You pay for every gallon of water you use; you should pay for every bit of data you consume.

Most people pay for that "gallon of water" but quite often only end up "drinking" a small portion of it. Sometimes very little. Few people drink all their allotted water.

Maybe we should just go full circle back to the days where you paid by the minute. That would truly be "paying for every drop you consume". I've lived that back in the 80s and would not want to go back. Right now we're seeing the providers adjust to market demands by offering tiered services in the form of speed and volume. Don't stream or care about downloading a file in 1 minute vs 3? Many providers are offering choices to accommodate those users. It's interesting that back when Comcast (that's all I get around here (Verizon just installed FIOS a year or two ago) started offering broadband, the DL rate was a fraction of what it is today. Now they offer several speed tiers. The only issue I have (I live with it because I choose to pay Comcast) is they charge $X for just internet and $Y for internet if you get basic TV service. The price ends up being about the same. I wished they would offer just bare internet at the $Y price.
 
One "issue". Municipalities won't let Verizon "cherry pick" and only offer FiOS in the more affluent areas. The more customers who order VOD through vendors like Neflix instead of through Verizon's VOD the less motivation Verizon has for FiOS.

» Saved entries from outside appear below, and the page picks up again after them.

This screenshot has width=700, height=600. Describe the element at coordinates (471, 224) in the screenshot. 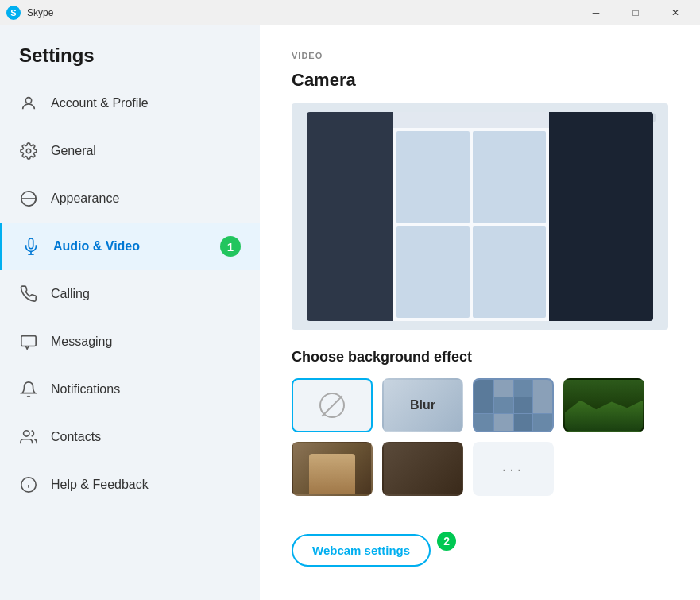

I see `screenshot-body` at that location.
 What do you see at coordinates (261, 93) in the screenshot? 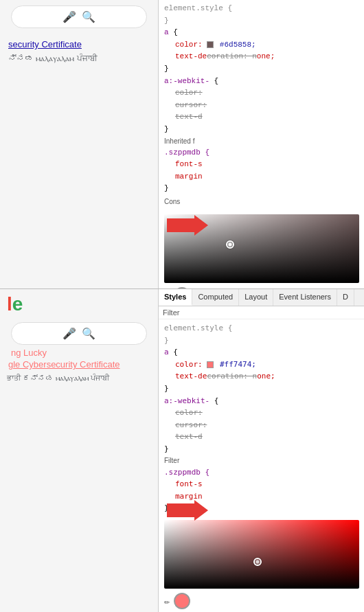
I see `code-line-color2: color:` at bounding box center [261, 93].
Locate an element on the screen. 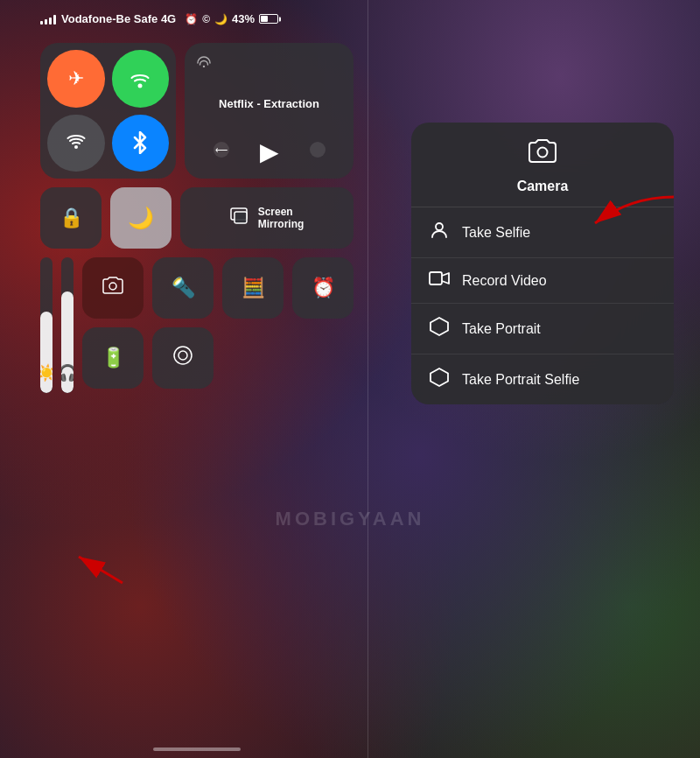 The image size is (700, 758). cc-top-row: ✈ is located at coordinates (197, 110).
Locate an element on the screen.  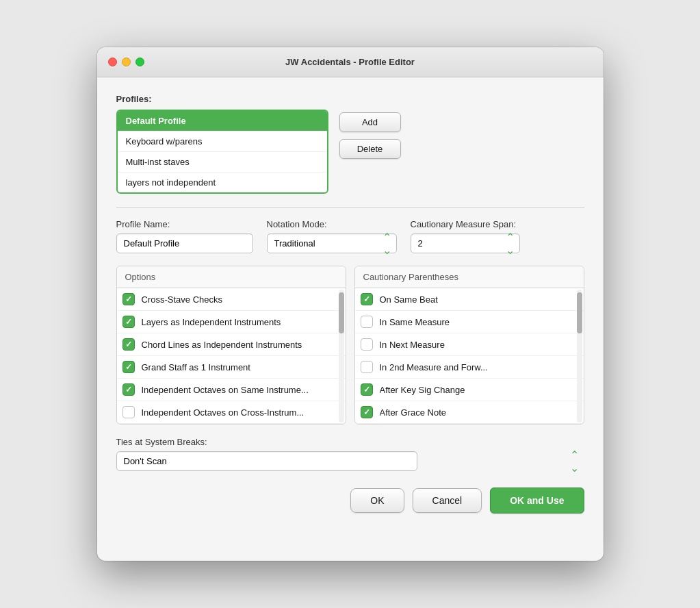
traffic-lights is located at coordinates (126, 62).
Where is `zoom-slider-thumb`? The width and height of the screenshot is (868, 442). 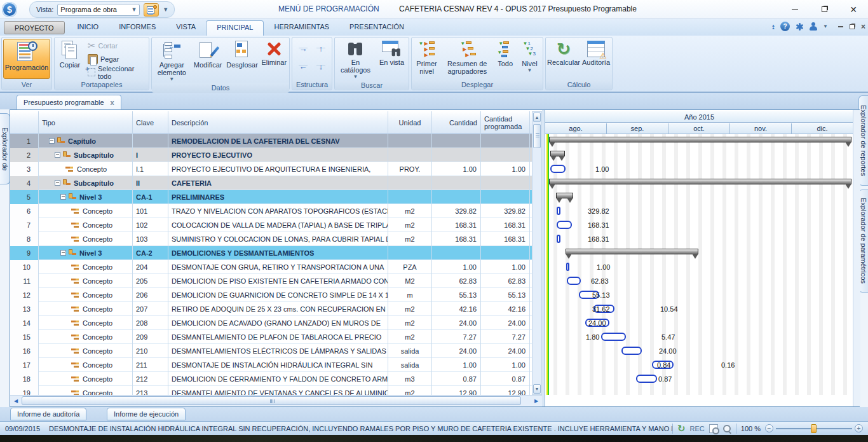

Verizon denies it but I wonder if their original plan was to ignore some communities.

If you get VOD from Netflix, it has to be delivered somehow. Verizon wants a piece of that action by offering TV and VOD. It's in their best interest to offer FIOS and price it competitively so people will use their TV/video services.

I'm not a big fan of governments forcing companies to provide services where they'll surely lose money by installing expensive infrastructure if there's not a market to pay for it.
 
Most people pay for that "gallon of water" but quite often only end up "drinking" a small portion of it. Sometimes very little. Few people drink all their allotted water.
There are many other uses for water. And indeed, people waste bandwidth as much as they waste water.

Maybe we should just go full circle back to the days where you paid by the minute. That would truly be "paying for every drop you consume".
At this point, technology can support paying by the 1/6th minutes... paying for each 10 seconds.

I've lived that back in the 80s and would not want to go back.
I lived through the 1980s too, and I wouldn't want to go back to the relatively negative investment climate I suffered through late in the decade.

Right now we're seeing the providers adjust to market demands by offering tiered services in the form of speed and volume. Don't stream or care about downloading a file in 1 minute vs 3? Many providers are offering choices to accommodate those users.
I don't see a problem with package deals, as long as light-usage customers aren't subsidizing heavy-usage customers. Having enough graduated packages is basically the same as metered service.